Chasing What Is Known

When the ground disappears beneath me the meditation app tells me to accept the groundless nature of things. 

My anxiety has other ideas. 

The anxiety feels the falling, the gasping for air, the reaching for life.

My mind can wrap around groundlessness another day, but today I need the earth, I need solid ground. 

I email the monastery to see if they have any last-minute cancellations. They do. I go. Not because I’m Catholic or want to be, I go because everything there feels known. I know the bells will ring exactly five minutes before all seven prayers of the day and on the hour. The headstones and hikes will all be in the same places. The stale smell of the church, the lingering incense, the library books. I know the 3:10am bell will annoy me––I’ll roll over and fall back asleep. I know I’ll hate the food but eat it anyway, and am sure to find myself in the kitchen late at night looking for an extra package or two of graham crackers to take to my room. 

This known rhythm draws me in, it comforts me. It is a kind of ground when all else feels like falling. Walking into the church for compline, night prayer, I feel something in my body finally settle. The ground within me glances out of its hermit shell peering around for safety. 

What is known within me? I ask myself. What can I take home from this place, this encounter, this knowing amid all the unknown?

Is our only real ground groundlessness?

Is the only ground temporary ground?

“Do you trust yourself?” My therapist asks me weeks after the monastery. 

I pause and play around with telling myself I do. 

My chest puffs and a temporary courage flows through me. 

“The only real ground is knowing it’s all groundless,” I finally admit. 

Some kind of self-trust emerges, my anxiety can handle the groundlessness today. 

One response to “Chasing What Is Known”

  1. This is a beautiful contemplation! I know some apps may focus on the groundlessness. But honestly I feel it’s best to stay grounded and return to the breath-body frequently. I don’t wade into groundlessness/spaciousness unless I’ve been sitting for at least a good 30 minutes and sense a pretty good degree of concentration. It’s really a concentrated state.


REQUIRED WORK. Sift the listing for lines that hold the string "Free" and pull them out.

···

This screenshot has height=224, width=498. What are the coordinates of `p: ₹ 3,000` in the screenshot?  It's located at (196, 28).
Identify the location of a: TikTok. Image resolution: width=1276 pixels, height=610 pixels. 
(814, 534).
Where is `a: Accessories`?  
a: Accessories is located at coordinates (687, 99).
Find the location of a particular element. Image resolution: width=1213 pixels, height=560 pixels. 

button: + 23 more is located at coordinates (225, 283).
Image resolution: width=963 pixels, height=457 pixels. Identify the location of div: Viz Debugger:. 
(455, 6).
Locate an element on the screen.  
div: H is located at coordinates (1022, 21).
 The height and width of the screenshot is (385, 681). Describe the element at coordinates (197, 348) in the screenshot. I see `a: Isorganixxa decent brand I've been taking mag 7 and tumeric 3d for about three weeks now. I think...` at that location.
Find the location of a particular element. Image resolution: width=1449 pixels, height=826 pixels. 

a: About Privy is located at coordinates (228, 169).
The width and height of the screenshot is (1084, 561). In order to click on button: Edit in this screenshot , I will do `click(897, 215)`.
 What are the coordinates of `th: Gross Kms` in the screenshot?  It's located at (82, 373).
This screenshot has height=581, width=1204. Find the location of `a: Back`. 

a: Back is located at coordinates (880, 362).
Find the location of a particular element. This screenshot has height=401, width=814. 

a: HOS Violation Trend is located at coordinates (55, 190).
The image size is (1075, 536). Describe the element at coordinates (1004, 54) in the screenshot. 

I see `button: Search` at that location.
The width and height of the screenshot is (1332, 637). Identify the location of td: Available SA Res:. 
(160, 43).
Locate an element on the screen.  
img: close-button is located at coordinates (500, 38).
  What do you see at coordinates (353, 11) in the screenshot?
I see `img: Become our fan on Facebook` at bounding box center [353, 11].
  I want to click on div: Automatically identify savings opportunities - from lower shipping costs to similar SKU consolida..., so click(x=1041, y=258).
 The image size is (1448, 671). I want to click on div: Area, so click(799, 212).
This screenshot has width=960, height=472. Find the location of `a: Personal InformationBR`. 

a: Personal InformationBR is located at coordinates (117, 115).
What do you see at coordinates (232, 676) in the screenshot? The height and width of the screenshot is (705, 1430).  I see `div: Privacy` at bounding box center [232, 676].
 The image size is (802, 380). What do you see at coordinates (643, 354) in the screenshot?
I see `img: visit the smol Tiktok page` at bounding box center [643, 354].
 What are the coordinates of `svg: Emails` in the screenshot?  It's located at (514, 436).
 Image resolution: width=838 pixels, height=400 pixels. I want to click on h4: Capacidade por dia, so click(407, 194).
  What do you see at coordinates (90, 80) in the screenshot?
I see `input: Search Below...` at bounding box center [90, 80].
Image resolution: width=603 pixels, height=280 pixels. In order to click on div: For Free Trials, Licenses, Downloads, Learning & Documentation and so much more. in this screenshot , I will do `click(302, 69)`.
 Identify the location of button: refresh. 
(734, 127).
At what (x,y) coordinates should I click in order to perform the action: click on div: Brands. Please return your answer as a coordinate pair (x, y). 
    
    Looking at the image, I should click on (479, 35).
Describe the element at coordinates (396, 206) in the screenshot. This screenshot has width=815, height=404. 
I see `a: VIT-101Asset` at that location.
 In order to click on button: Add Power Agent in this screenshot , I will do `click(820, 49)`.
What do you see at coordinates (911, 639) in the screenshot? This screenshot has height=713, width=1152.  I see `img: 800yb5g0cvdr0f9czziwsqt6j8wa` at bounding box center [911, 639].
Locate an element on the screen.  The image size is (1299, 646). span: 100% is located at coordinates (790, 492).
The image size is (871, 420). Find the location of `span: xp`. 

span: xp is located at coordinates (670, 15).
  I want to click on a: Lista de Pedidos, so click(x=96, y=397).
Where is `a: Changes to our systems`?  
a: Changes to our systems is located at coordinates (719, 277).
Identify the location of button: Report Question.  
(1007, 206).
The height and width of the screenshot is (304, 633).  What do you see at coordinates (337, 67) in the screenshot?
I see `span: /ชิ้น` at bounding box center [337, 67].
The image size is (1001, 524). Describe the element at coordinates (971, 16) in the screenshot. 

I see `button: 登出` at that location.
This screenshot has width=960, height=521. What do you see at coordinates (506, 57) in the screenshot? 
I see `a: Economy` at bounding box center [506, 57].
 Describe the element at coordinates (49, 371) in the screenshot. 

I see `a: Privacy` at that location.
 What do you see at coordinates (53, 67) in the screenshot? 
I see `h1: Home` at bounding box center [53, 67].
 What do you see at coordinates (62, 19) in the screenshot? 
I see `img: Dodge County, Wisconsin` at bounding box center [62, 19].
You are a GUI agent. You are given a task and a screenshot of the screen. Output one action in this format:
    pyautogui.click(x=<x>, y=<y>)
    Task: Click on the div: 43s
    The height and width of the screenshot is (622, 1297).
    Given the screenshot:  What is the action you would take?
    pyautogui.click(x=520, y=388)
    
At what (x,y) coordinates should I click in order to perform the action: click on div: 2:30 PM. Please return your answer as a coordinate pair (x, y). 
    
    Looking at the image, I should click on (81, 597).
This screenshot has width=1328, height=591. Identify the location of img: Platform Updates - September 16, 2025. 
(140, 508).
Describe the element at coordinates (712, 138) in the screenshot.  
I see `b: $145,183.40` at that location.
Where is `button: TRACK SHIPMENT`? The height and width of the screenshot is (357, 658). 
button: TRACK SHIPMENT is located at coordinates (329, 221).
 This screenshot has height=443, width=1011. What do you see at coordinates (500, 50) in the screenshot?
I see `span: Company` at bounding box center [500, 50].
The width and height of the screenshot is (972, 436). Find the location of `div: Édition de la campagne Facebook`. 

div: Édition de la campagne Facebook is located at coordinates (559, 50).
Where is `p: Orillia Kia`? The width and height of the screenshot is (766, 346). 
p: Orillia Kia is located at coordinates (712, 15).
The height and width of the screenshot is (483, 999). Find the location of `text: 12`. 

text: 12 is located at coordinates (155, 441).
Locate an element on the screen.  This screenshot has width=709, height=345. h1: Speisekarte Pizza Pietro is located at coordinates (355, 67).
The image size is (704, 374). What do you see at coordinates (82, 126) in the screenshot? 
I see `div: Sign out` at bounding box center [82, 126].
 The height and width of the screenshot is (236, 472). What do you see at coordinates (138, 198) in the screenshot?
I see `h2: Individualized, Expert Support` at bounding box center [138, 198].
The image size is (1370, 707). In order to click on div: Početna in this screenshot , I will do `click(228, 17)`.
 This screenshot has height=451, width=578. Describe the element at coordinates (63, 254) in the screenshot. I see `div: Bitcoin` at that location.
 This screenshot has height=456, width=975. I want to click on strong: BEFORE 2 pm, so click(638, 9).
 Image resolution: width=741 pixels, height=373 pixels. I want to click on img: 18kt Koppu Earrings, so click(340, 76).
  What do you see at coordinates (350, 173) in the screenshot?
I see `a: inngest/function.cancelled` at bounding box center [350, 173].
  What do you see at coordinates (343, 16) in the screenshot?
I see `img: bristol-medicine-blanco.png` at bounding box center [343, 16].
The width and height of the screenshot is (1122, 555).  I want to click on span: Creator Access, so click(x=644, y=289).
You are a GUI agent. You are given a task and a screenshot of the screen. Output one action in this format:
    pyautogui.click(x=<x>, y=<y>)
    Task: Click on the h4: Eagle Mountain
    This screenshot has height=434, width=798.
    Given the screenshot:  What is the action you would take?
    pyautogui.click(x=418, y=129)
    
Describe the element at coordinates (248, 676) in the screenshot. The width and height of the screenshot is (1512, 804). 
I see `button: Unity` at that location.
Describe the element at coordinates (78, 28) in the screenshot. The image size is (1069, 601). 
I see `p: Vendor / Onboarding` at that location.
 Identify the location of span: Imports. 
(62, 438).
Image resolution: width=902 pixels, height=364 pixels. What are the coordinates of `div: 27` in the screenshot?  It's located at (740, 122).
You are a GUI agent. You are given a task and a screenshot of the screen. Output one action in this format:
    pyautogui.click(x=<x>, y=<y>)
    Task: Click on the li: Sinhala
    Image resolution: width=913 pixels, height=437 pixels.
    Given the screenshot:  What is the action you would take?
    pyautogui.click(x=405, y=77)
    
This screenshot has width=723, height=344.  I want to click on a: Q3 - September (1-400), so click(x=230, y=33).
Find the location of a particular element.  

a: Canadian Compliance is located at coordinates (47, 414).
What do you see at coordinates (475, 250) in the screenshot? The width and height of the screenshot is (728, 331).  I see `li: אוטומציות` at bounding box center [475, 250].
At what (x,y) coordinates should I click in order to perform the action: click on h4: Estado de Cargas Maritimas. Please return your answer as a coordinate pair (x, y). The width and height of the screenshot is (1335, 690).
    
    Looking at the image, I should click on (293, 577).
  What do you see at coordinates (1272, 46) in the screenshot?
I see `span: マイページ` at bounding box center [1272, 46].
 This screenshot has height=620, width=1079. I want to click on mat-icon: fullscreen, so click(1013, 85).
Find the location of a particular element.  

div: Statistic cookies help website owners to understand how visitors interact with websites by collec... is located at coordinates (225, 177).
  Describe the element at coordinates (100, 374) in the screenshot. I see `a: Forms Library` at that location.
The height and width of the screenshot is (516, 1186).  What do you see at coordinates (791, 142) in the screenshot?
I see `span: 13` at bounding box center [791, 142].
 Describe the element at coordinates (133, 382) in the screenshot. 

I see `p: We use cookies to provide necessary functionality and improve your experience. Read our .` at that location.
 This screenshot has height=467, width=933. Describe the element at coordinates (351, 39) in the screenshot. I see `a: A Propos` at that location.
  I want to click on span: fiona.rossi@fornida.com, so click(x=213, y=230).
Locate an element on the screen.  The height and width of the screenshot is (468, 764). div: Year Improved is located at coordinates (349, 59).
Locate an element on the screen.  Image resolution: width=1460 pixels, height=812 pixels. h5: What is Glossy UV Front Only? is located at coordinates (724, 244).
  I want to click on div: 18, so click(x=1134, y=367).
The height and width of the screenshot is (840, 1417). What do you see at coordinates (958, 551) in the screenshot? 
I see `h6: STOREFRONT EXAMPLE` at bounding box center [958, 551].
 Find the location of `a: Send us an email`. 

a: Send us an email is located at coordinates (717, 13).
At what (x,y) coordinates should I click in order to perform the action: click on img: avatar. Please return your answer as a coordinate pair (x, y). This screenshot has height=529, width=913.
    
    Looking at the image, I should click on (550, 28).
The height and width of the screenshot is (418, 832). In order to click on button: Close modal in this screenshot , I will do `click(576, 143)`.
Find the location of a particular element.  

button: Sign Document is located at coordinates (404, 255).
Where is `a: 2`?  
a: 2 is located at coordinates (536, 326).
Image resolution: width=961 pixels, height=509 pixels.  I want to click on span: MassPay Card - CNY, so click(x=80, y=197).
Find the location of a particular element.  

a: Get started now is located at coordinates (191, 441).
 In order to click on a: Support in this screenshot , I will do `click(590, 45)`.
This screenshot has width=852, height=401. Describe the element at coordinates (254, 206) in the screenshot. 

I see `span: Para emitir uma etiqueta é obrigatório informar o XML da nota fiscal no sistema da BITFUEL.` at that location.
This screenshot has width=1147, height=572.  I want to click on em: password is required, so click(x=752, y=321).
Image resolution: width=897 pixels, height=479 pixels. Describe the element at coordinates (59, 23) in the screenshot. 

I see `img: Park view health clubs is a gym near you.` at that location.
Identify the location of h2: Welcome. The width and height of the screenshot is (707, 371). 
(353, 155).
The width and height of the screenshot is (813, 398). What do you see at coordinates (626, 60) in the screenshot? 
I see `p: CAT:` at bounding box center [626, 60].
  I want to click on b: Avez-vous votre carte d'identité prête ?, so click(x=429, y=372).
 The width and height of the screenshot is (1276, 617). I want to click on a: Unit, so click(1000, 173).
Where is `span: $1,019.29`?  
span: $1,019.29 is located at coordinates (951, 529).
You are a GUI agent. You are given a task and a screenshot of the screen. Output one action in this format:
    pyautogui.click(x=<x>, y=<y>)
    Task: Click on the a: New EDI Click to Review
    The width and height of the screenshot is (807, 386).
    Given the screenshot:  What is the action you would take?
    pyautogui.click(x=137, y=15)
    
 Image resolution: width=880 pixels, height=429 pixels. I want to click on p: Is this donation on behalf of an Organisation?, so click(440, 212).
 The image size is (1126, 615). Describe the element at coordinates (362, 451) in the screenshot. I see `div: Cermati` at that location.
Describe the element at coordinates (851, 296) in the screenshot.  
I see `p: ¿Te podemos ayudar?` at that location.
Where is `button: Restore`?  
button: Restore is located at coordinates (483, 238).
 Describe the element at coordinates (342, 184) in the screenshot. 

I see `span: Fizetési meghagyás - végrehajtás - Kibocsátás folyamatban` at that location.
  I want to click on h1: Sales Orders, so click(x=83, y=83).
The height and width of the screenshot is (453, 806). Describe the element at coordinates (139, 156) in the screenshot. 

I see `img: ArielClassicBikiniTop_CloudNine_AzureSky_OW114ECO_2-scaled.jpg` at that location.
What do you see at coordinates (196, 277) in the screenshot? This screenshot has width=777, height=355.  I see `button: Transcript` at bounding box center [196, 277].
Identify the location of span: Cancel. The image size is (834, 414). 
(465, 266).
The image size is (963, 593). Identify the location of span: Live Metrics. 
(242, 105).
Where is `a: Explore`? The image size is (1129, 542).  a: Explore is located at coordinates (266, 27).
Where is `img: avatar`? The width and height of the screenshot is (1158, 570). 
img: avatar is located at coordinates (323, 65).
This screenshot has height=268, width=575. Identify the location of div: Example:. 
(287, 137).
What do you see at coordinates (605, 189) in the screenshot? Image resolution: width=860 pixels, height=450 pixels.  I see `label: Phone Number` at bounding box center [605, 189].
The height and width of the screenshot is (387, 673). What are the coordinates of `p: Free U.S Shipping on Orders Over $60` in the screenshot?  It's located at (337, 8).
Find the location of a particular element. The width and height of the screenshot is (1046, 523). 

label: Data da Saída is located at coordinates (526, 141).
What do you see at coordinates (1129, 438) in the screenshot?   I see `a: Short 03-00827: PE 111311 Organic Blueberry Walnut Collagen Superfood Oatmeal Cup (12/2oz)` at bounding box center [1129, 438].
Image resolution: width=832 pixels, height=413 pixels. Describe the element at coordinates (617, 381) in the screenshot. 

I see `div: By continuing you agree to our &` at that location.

···

WRITTEN ANSWER.
Image resolution: width=603 pixels, height=280 pixels. In order to click on div: For Free Trials, Licenses, Downloads, Learning & Documentation and so much more. in this screenshot , I will do `click(302, 69)`.
The height and width of the screenshot is (387, 673). What are the coordinates of `p: Free U.S Shipping on Orders Over $60` in the screenshot?  It's located at (337, 8).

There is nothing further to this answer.